RICHARD’S WEEKEND MOVIE REVIEWS FROM CP24! FRIDAY JULY 3, 2015.
Richard’s “Canada AM” reviews for “Terminator: Genisys,” “Magic Mike XXL,” “Madame Bovary” and “Infinitely Polar Bear.”
Watch the whole thing HERE!
Richard’s “Canada AM” reviews for “Terminator: Genisys,” “Magic Mike XXL,” “Madame Bovary” and “Infinitely Polar Bear.”
Watch the whole thing HERE!
Richard’s “Canada AM” reviews for “Terminator: Genisys,” “Magic Mike XXL,” “Madame Bovary” and “Infinitely Polar Bear.”
Watch the whole thing HERE!
Anyone unfamiliar with the novel or countless retellings of Gustave Flaubert’s “Madame Bovary” could be forgiven in thinking Sophie’s Barthes’s version is some sort of period film noir. Like the classic noirs it begins at the end with the tragic fate of its protagonist and then ricochets backwards to the start to show how the main character met their fate.
If the film was set in the 1940s instead of the 1870s Emma Bovary (Mia Wasikowska) could have made a convincing femme fatale. Like the best noir characters she is ambitious, philandering and has a taste for the finer things in life.
Married to humble country doctor Charles Bovary (Henry Lloyd-Hughes) she longs for the bright lights of Paris. To elevate her status she engages in a series of illicit affairs with wealthy men—Leon Dupuis (Ezra Miller) and The Marquis (Logan Marshall-Green)—but is ultimately done in by her short-sightedness, spendthrift ways and social climbing. Drowning in debt, she is “standing under an apple tree longing for the scent of orange blossom.”
The problem with this “Madame Bovary” adaptation lies with the main character. She is the architect of her own doom and to my eye a thoroughly unlikeable character. As her life crumbled part of me wanted to scream at the screen, “What did you expect?” She is blinded to the consequences of her actions until it’s too late and then blames everyone around her. “You are all evil, all men,” she rants without taking any personal responsibility for the mess she has made.

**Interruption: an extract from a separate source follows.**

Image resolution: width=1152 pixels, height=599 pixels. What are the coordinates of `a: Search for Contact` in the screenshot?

Wasikowska does a good job of bringing intelligence to Emma, but she never plays her like a grown-up. She’s more a petulant child and not a very interesting one at that.
That Wasikowska is trapped within a naturalistic but stodgy film that doesn’t allow her more than just a cursory take on the character. The tragedy is ladled on thick but the passions that fuelled her aristocratic aspirations are absent, leaving us with a handsomely presented but ultimately empty experience. A bit more noir and a bit less “Masterpiece Theatre” would have served this adaptation well.